This is a text-only version of an article first published on Tuesday, 21 May 2019. Information shown on this page may no longer be current.
A VILLAGE church has provided the Berkshire Record Office with its 10,000th collection for its archives.
Lucy Laird from St Andrew's Church, Shrivenham, hands a church register to County Archivist Mark Stevens.
Berkshire Records Office.
The Record Office, located in Reading, is the custodian of local archives from across the county and has been collecting records for the last 69 years.
The collections span 10 centuries of Berkshire's history.
The 10,000th collection comes from St Andrew's, Shrivenham, near Swindon - part of the historic county of Berkshire which included towns like Abingdon and Wantage.
The oldest item within it was a Victorian marriage register dating from 1813. Lucy Laird, a Shrivenham resident and church member, said: "It is very reassuring to know that our irreplaceable historic records are now stored safely at the record office. "Parish registers like the one from Shrivenham are invaluable sources for family historians.
For example, the Shrivenham registers record the marriage of Edward Cavey and Hannah Wicks on 6 April 1814 and the baptism of their three children.
The burial register notes that their second child died aged only seven days, that Hannah died at 41 and Edward, who was the village butcher, died at 50. Other recent collections include a letter from the American Red Cross in the Second World War with instructions to Reading girls for how to behave at dances and a lease for land in Bray dated 1742.
The Record Office is always happy to add historic documents and photographs to its collections.
Anyone with relevent material is invited to contact: Berkshire Record Office, 9 Coley Avenue, Reading RG1 6AF, tel: 0118 937 5132.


— PROBLEM REQUIREMENTS —
Without the pictures, retype each line below exactly as it stands.

— MATERIAL SUPPLIED —
- Opening Delimiter -
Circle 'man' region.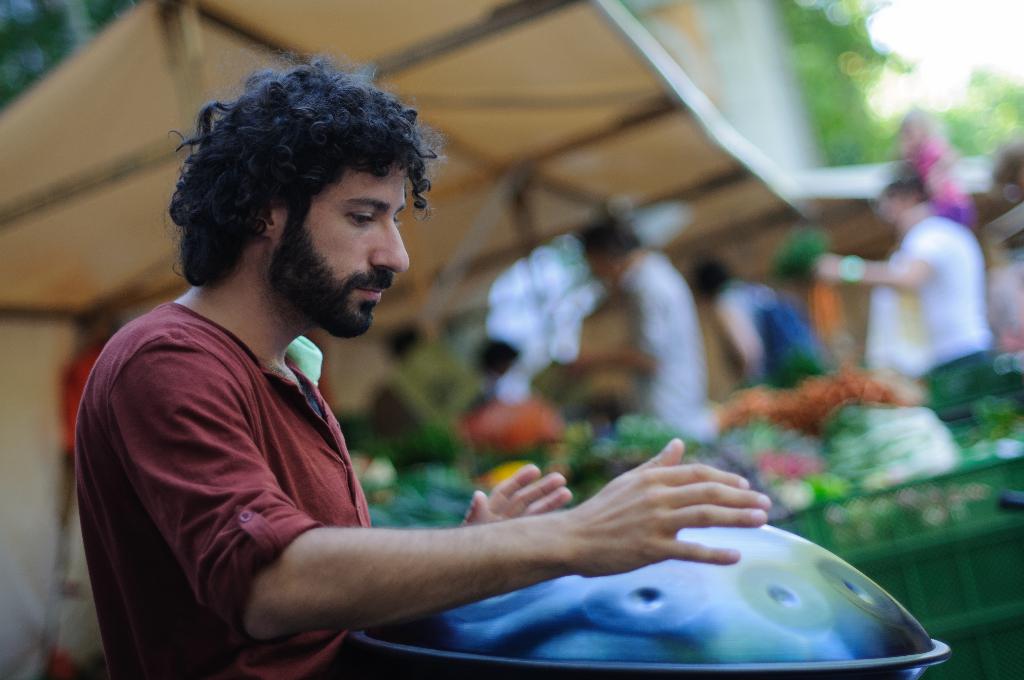
Region: <bbox>815, 162, 991, 385</bbox>.
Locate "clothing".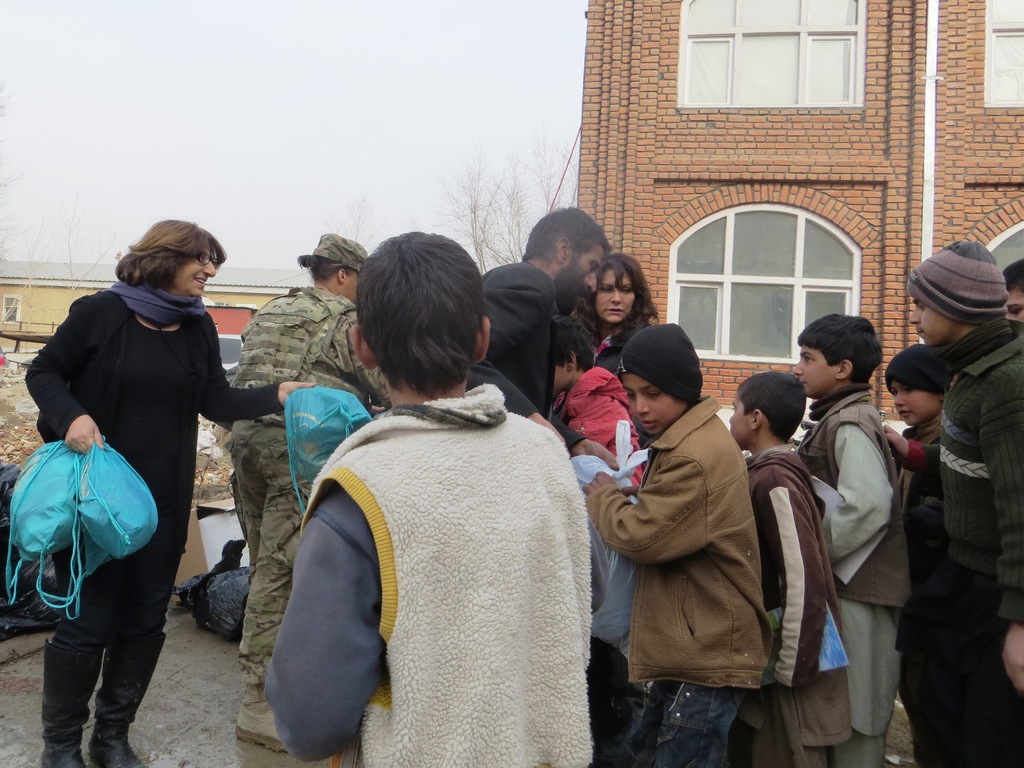
Bounding box: [803, 365, 921, 765].
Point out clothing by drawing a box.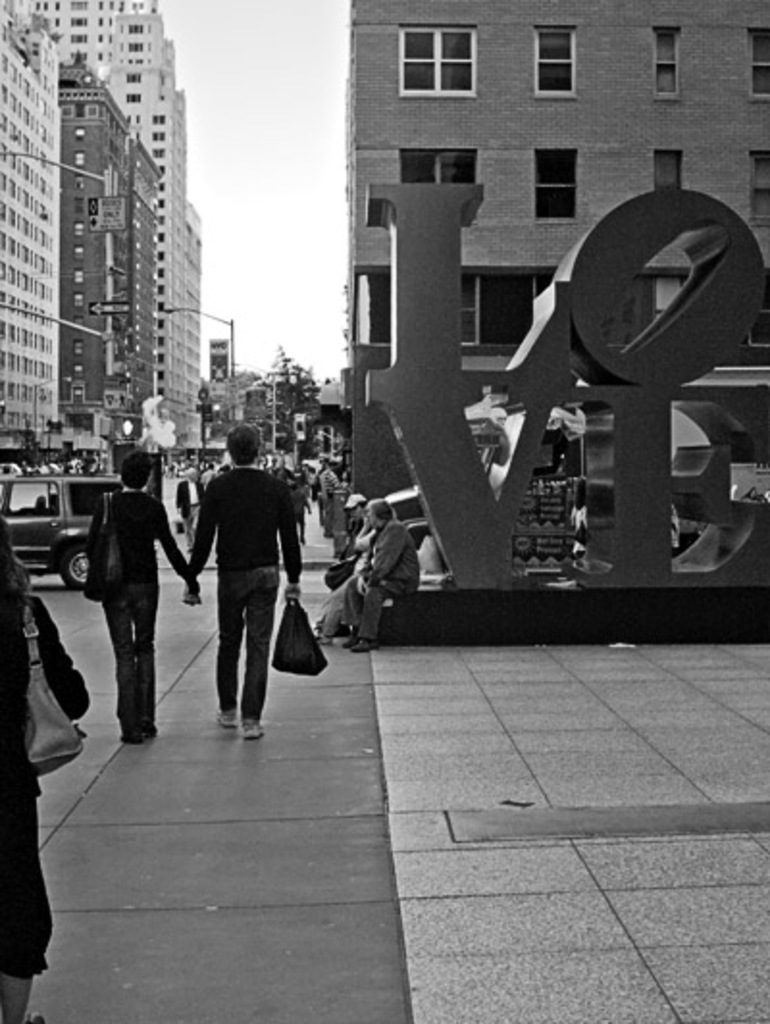
[x1=314, y1=458, x2=339, y2=531].
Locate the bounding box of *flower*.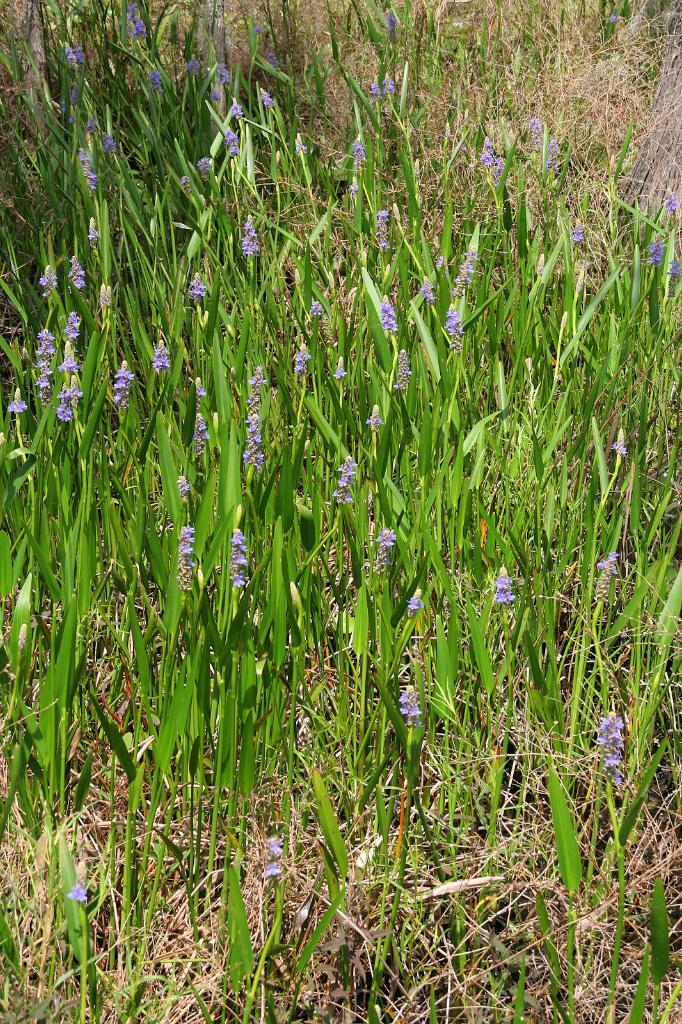
Bounding box: box(405, 586, 424, 612).
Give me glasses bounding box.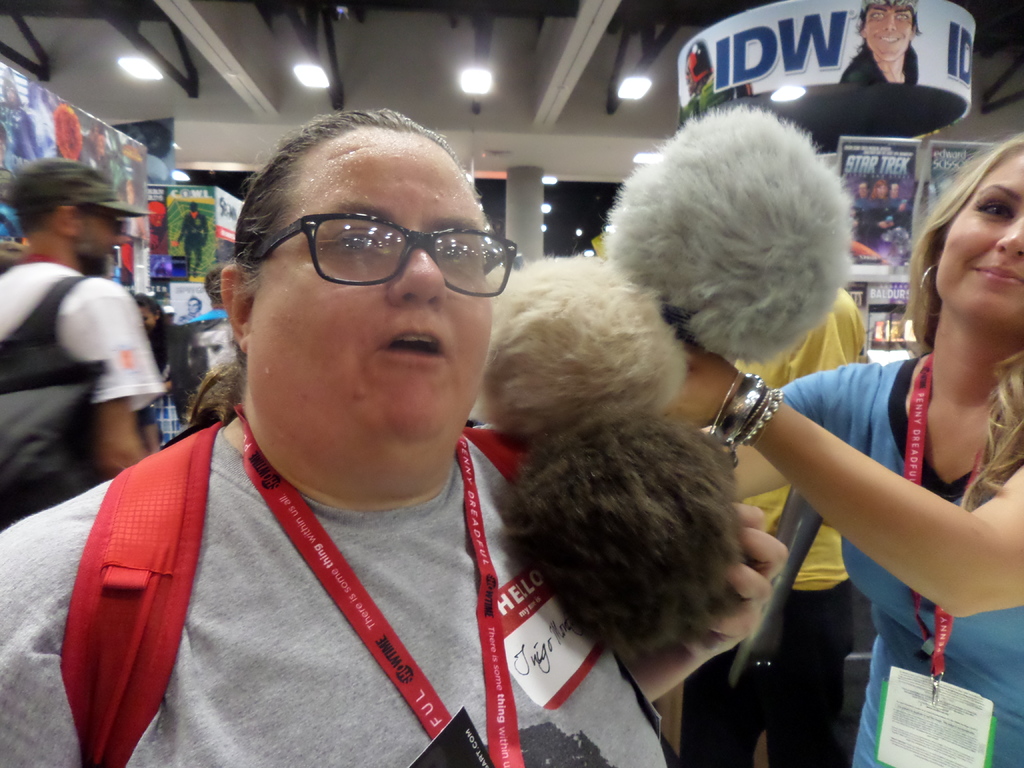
- Closing Delimiter -
— RESPONSE TO THIS EXERCISE —
Circle 'man' region.
Region: <bbox>815, 162, 991, 385</bbox>.
Locate "clothing".
Bounding box: [803, 365, 921, 765].
Point out clothing by drawing a box.
[x1=314, y1=458, x2=339, y2=531].
Locate the bounding box of *flower*.
Bounding box: box(405, 586, 424, 612).
Give me glasses bounding box.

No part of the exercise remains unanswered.